I was getting better. I called my husband and told him exactly which clothes to bring. In the first paper sack he’d packed useless things: too many socks, not enough bras, old t-shirts and sweat pants that I wouldn’t be caught dead in, one panty and jeans that were too small. I couldn’t blame him. Committing me was a terrible thing for him to face. I made a list of outfits that were flattering. I asked him to bring the mascara in the blue tube, the silver tube of lipstick, and the blush in the red compact and the powder in the gold case. I asked for tweezers. I transformed. The doctor asked to see me.

I stuck my hand out to shake Dr. Steve’s hand. He waved me to a brown metal chair. His plastic, shiny face resembled Wayne Newton’s. He locked his fingers behind his frosty head and leaned back in a cheap leather-like chair. Dr. Steve tapped a thick manila folder with my name on the tab. He asked me how I felt about dropping out of graduate school. Shitty, I told him. He told me a manic episode led to a psychotic break. I was taking five medications. He wanted to cut them back to two in a few months since I’d responded quickly. His theory was that less medication was the best course.
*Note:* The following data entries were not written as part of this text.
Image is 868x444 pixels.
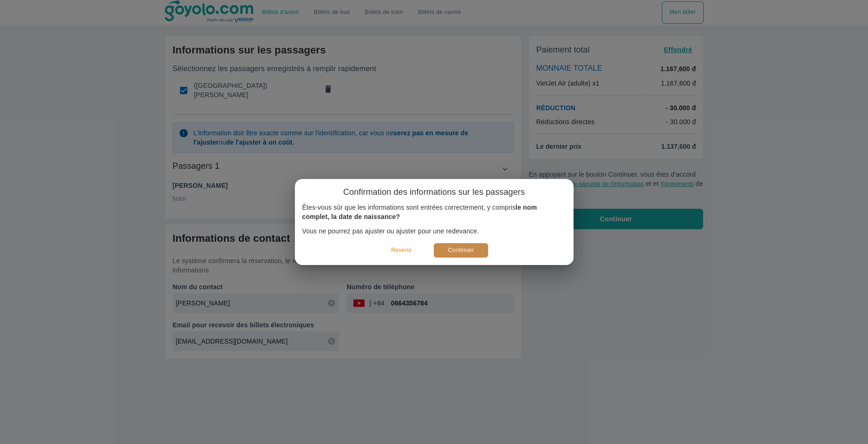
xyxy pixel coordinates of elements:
b: le nom complet, la date de naissance? [302,204,537,220]
button: Continuer [434,243,488,258]
h6: Confirmation des informations sur les passagers [343,186,525,197]
p: Vous ne pourrez pas ajuster ou ajuster pour une redevance. [302,227,566,236]
button: Revenir [380,243,423,258]
p: Êtes-vous sûr que les informations sont entrées correctement, y compris [302,202,566,221]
Dr. Steve practiced privately and would take my case. He told me I could expect to have more breakdowns, possibly throughout my lifetime. He said if I took the risk of getting off the medication, the breakdowns could be more severe. Dr. Steve signed my discharge papers.

I liked the structure I’d become trained to follow in the hospital but I couldn’t keep it up at home. I was well enough to be released but not to fashion a new life. My concentration was shot. I couldn’t read for a year. Before the crash of ‘92, I’d read an average of two novels a week. My mind had been rocked at the core, seismically. I felt wasted, gutted. I slept too much or too little. The medications overwhelmed my system.

Dr. Steve saw me once a month. It was all I could afford. He referred me to a therapist. She was a chalky wall. I called her at home when I was suicidal, and she responded, “I’m having dinner.” It cut my heart. My husband was depressed as I was. The cost of private care and prescription medication became too great. I stopped seeing Dr. Steve. I stopped taking my medication. I hid my symptoms. I waited for the white coats, but they never came.